Jakarta – The government is being urged to pay more attention to the country's large working-age population, the result of the Soeharto-era family planning program that reduced the national infant mortality rate.

"As many as two million people need jobs every year, which is quite a burden for the government, which still can't afford to provide jobs for them all," said Moertiningsih Adioetomo, a demographics expert at the University of Indonesia.

Speaking at a recent seminar sponsored by the National Family Planning Coordinating Board, she dismissed reports that Indonesia was currently facing a population boom.

She said that Indonesia, the world's fourth largest country, with around 220 million people, had seen its population grow by about four million annually over the past few years. In the 1980s, it was around 5.33 million a year, a number that dropped to 4.98 million in the 1990s, before settling at 4.12 million in 2000, Moertiningsih said.
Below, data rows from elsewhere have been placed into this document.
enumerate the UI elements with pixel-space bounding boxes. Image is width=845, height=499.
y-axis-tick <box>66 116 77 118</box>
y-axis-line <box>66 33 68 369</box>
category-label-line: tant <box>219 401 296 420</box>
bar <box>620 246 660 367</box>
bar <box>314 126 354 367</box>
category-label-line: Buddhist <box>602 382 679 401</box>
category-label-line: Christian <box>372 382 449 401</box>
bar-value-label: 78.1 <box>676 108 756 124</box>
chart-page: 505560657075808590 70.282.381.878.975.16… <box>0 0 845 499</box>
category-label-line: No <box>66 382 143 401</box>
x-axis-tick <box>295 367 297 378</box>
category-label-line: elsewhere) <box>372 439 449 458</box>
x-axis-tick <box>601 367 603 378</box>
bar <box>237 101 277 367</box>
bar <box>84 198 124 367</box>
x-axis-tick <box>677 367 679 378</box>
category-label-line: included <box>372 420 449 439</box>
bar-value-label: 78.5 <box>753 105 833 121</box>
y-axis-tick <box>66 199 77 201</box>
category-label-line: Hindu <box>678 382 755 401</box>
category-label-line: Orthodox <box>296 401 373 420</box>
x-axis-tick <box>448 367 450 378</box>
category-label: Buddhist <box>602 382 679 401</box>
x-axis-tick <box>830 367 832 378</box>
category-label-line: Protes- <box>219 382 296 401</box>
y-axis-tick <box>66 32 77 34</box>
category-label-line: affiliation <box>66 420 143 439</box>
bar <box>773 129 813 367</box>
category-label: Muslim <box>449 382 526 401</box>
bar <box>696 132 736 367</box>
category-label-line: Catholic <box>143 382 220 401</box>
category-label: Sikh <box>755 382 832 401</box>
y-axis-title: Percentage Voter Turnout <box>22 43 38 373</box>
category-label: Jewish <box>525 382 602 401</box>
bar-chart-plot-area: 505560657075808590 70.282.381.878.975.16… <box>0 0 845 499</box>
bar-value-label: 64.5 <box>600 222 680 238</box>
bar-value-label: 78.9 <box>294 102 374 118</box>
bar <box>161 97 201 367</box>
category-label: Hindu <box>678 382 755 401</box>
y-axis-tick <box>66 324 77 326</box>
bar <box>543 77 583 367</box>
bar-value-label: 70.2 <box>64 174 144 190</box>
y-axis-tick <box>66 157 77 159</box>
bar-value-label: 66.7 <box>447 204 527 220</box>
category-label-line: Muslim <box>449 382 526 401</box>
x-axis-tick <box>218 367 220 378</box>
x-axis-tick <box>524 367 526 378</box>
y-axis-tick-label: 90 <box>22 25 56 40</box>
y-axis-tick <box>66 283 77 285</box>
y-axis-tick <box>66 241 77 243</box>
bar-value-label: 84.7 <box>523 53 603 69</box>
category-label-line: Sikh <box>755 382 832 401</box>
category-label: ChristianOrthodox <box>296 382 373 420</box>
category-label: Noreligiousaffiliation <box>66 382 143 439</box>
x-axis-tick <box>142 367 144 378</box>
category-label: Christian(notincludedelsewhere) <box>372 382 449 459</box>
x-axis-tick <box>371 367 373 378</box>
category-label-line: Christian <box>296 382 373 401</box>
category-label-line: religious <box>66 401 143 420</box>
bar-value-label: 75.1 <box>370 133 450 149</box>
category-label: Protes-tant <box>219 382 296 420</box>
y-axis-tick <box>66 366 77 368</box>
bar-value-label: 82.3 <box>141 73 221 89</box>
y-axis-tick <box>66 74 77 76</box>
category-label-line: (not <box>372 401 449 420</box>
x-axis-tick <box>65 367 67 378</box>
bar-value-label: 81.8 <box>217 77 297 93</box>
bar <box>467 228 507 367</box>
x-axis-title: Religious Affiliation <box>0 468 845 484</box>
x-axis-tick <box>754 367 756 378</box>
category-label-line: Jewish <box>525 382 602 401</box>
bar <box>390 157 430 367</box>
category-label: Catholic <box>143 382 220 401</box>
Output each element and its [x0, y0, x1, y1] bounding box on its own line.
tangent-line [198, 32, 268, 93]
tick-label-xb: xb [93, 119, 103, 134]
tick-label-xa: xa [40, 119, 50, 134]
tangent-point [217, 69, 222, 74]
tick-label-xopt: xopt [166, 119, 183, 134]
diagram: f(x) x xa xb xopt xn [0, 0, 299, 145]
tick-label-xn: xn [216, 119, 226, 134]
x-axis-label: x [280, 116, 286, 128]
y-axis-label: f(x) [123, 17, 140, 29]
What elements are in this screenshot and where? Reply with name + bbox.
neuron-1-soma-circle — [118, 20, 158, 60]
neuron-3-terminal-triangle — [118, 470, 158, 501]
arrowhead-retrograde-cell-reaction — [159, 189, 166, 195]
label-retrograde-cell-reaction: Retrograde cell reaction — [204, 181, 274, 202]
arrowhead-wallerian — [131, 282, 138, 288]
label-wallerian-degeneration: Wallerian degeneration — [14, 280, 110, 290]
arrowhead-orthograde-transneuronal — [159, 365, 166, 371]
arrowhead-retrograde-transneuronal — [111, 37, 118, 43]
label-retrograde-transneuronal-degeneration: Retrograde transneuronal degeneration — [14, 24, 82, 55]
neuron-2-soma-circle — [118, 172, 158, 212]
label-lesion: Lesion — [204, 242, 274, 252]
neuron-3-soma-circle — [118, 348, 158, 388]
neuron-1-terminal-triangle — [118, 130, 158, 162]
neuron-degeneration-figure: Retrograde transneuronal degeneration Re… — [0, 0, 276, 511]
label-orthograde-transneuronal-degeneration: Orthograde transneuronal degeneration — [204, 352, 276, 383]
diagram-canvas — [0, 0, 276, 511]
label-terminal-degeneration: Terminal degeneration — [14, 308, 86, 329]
Quoting data from the United Nations' World Population Program, she said Indonesia's working-age population had reached 150.6 million in 2006, up from 148.3 million the year before. It is predicted to hit 170.8 million by 2015.

Moertiningsih added that Indonesia's current birth rate of 2.6 percent meant that more than 4 million children were born every year. But only half of those children would go on to higher education, she said. The other half would be likely to enter the work force at the end of junior high school, a pattern of minimal education that would see many people stay in poverty.

She said that in the future, the family planning program would face challenges in serving the poor, who often had larger families than the wealthier and better educated sectors of society.

Comprehensive family planning advocacy should be a government priority in order to prevent a continuing legacy of poverty in the country, she added.

Moertiningsih said that the government also needed to curb population growth to less than 1 percent to maximize the well-being of the people.